Christine Silva senior director, research at Catalyst and the lead author of the study said that there are a few of those on-the-job experiences that promote and lead to advancement. These are projects that attract everyone’s attention and are of vital importance to the company and also provide international exposure to those involved in such projects.

Silva says that the crux of her study is that such projects and opportunities are disproportionately dispersed and “women get fewer of all these critical experience than men do.”

The study based its findings on online interactions of 1,660 outstanding alumni, both men and women from Asia, Canada, Europe and the United States, who graduated from business school in the decade between 1996 and 2007.

The study was endeavoring to trace the career path of the graduates from business schools to their work positions and what could be done to bridge this gender disparity.

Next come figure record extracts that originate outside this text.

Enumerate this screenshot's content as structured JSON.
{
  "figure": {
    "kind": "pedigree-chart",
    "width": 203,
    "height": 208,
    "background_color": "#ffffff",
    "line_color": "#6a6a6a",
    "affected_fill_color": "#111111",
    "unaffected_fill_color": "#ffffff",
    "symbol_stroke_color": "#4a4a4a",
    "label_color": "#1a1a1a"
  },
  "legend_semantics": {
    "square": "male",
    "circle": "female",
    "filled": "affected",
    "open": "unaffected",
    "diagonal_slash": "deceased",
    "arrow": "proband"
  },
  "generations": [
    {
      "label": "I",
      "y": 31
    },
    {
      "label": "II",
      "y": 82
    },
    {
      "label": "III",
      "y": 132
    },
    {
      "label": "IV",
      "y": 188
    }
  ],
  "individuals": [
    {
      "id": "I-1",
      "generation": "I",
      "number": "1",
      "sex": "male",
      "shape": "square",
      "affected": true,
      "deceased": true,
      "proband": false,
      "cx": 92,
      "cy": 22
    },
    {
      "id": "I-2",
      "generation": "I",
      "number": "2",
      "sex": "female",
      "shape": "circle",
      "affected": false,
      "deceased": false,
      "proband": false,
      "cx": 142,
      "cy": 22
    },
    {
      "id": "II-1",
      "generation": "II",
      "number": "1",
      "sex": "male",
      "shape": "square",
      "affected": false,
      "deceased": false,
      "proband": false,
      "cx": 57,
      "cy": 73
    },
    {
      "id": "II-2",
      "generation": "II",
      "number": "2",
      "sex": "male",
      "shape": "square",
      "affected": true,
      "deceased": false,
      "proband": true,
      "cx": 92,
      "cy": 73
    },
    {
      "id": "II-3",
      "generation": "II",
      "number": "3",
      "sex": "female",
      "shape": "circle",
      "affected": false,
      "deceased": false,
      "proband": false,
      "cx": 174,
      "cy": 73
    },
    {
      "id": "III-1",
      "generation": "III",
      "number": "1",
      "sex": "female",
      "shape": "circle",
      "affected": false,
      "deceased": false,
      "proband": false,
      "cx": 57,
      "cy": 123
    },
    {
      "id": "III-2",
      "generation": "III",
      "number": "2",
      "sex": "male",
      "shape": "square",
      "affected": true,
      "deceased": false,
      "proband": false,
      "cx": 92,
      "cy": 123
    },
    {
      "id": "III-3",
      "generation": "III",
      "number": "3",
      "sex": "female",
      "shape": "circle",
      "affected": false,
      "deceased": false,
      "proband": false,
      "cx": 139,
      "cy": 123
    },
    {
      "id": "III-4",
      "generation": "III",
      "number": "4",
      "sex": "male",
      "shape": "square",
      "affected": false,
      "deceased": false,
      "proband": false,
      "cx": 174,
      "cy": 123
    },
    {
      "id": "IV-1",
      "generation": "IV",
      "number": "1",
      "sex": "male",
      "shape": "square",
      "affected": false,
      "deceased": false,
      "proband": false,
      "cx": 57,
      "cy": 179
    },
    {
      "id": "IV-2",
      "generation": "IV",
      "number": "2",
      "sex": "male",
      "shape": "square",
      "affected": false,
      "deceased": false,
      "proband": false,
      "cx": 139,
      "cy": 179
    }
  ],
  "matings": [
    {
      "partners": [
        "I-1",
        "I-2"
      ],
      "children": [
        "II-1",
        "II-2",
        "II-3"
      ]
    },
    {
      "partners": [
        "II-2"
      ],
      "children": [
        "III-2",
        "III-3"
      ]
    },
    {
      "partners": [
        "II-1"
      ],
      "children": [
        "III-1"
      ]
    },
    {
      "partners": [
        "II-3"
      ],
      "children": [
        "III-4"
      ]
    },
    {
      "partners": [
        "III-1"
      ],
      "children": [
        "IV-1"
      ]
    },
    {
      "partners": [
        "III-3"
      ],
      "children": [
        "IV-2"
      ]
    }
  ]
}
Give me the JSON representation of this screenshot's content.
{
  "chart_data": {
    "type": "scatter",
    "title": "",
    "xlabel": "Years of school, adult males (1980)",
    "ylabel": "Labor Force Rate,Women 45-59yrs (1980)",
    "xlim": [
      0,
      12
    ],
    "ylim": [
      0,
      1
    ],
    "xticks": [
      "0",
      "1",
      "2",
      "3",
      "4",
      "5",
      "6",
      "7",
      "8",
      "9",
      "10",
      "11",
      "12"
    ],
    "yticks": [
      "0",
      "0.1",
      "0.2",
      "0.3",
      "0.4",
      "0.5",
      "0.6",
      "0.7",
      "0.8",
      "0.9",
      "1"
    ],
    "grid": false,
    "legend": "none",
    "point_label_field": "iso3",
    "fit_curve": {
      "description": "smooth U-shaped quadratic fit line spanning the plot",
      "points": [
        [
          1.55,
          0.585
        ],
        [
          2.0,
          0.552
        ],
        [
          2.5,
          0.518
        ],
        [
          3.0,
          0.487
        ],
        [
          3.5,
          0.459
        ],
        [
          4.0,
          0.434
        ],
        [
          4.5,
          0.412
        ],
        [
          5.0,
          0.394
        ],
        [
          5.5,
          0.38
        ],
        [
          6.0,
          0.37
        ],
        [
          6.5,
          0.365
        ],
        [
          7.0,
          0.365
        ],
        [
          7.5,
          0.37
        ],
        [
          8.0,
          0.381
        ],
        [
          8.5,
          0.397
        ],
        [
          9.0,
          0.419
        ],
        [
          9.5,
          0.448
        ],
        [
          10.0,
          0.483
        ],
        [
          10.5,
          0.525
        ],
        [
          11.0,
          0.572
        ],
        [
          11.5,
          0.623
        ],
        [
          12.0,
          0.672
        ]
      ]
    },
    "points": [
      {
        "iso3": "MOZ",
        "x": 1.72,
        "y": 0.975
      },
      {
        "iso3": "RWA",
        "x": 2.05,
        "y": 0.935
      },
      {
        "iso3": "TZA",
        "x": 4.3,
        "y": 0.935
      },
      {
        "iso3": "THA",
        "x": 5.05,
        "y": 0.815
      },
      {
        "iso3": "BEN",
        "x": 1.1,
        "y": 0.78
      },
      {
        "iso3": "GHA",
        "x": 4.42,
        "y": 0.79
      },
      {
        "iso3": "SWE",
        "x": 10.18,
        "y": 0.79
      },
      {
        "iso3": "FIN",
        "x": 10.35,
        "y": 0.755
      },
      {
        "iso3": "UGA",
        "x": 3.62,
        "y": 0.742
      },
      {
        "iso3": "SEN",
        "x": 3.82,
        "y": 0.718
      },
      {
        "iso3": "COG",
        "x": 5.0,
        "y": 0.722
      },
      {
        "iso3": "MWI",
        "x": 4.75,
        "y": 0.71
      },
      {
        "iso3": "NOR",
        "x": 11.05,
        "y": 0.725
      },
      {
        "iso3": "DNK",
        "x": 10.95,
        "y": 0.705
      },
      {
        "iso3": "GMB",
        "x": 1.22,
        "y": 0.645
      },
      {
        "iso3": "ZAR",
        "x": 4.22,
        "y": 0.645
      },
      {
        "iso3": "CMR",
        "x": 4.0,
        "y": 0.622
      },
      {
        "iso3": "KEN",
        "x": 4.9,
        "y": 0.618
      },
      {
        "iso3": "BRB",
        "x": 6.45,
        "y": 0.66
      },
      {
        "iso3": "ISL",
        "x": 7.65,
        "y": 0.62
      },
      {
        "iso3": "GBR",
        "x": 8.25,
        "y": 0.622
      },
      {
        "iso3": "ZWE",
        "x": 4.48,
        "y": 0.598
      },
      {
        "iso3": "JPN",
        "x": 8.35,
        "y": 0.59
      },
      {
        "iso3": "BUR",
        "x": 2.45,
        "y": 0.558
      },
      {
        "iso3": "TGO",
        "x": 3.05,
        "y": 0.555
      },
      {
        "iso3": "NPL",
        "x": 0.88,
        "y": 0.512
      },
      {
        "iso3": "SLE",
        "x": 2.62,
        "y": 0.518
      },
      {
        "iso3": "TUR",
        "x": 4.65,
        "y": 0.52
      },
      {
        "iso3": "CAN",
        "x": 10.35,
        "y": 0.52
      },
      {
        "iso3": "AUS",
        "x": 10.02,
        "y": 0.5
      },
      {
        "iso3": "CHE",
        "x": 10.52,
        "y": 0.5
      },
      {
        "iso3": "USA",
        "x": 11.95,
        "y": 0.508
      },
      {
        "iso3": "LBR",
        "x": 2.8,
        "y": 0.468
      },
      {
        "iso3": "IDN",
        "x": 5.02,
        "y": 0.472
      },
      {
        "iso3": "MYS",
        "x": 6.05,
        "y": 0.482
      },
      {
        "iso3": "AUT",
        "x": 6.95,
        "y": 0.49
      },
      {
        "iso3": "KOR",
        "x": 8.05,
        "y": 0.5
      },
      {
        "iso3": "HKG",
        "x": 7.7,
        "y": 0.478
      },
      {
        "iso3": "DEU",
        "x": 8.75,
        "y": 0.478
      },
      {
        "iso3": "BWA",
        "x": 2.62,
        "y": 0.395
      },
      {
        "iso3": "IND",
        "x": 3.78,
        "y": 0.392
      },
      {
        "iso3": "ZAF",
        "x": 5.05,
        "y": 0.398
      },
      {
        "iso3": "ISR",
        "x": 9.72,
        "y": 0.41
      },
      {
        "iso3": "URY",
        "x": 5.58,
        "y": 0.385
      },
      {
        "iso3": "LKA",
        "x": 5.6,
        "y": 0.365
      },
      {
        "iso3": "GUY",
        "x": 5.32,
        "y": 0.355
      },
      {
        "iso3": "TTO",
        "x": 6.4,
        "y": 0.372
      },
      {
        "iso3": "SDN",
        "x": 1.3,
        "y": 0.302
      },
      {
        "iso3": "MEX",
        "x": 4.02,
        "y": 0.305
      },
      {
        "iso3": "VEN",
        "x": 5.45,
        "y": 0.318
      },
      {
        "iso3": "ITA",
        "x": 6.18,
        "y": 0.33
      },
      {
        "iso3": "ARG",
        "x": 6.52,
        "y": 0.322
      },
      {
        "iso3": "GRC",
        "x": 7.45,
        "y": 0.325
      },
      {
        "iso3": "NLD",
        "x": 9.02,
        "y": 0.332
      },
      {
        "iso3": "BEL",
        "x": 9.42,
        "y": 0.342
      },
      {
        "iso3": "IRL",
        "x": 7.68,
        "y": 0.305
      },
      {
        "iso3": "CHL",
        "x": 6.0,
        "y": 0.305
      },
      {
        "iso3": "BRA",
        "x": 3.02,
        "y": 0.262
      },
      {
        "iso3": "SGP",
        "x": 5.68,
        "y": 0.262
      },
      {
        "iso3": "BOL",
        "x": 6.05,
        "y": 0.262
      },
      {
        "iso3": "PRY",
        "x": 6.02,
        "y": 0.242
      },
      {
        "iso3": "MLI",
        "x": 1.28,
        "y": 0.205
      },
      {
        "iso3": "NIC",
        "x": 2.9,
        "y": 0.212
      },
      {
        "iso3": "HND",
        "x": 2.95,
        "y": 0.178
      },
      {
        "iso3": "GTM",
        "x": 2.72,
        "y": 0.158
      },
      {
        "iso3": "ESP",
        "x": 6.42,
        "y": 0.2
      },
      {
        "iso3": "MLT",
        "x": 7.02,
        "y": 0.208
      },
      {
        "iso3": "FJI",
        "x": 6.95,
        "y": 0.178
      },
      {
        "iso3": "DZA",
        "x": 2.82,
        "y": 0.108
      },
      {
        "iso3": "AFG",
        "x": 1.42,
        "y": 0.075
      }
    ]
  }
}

According to the Institute for Women’s Policy Research, even though women constitute almost half of the country’s workforce, they earned only 77 percent for each dollar earned by their male colleagues – an earnings discrepancy of 23 percent. The study revealed that the women drew lesser pay than the men in almost all professions.

The questions that the study posed to the graduates related to their career histories, the number of projects they had been assigned and worked on and would they be prepared to move overseas for a job.

A major portion, 62 percent said that they felt that high-profile jobs had impacted their careers the most. A mere 10 percent said that corporate training programs played a major role in their careers.

The study also revealed the projects headed by men were double the size than those where women were at the helm. Moreover, the men had more people on their teams and a much broader corporate visibility. The men were given more vital and decisive responsibilities and handled finances upwards of $10 million.

Silva said that even though the women did an equal number of projects as the men, the fact that their projects were smaller and of lesser significance impacted their growth and advancement. “It was those elements that predicted advancement, not how many projects they led,” she said.

The study also found that men were getting preference when it came to international postings and the women were being ignored. Those who said they’d be happy to shift abroad if the job demanded it, 9 percent more men got overseas postings than the women.

Silva said that the research reveals that both men and women are equally motivated and walk the same pathway to achieve career success. Yet the men climb higher than the women, even though both have put in similar efforts. “Women seem to be doing all the right things with those strategies but men get a bigger payoff from them,” she said.

Silva recommended that women must adopt a hard line attitude by approaching sponsors and asking them to use their influence to help them get promotion and developmental opportunities that they are otherwise denied.

She said that only by getting into these big roles could they assist in bridging the gender gap.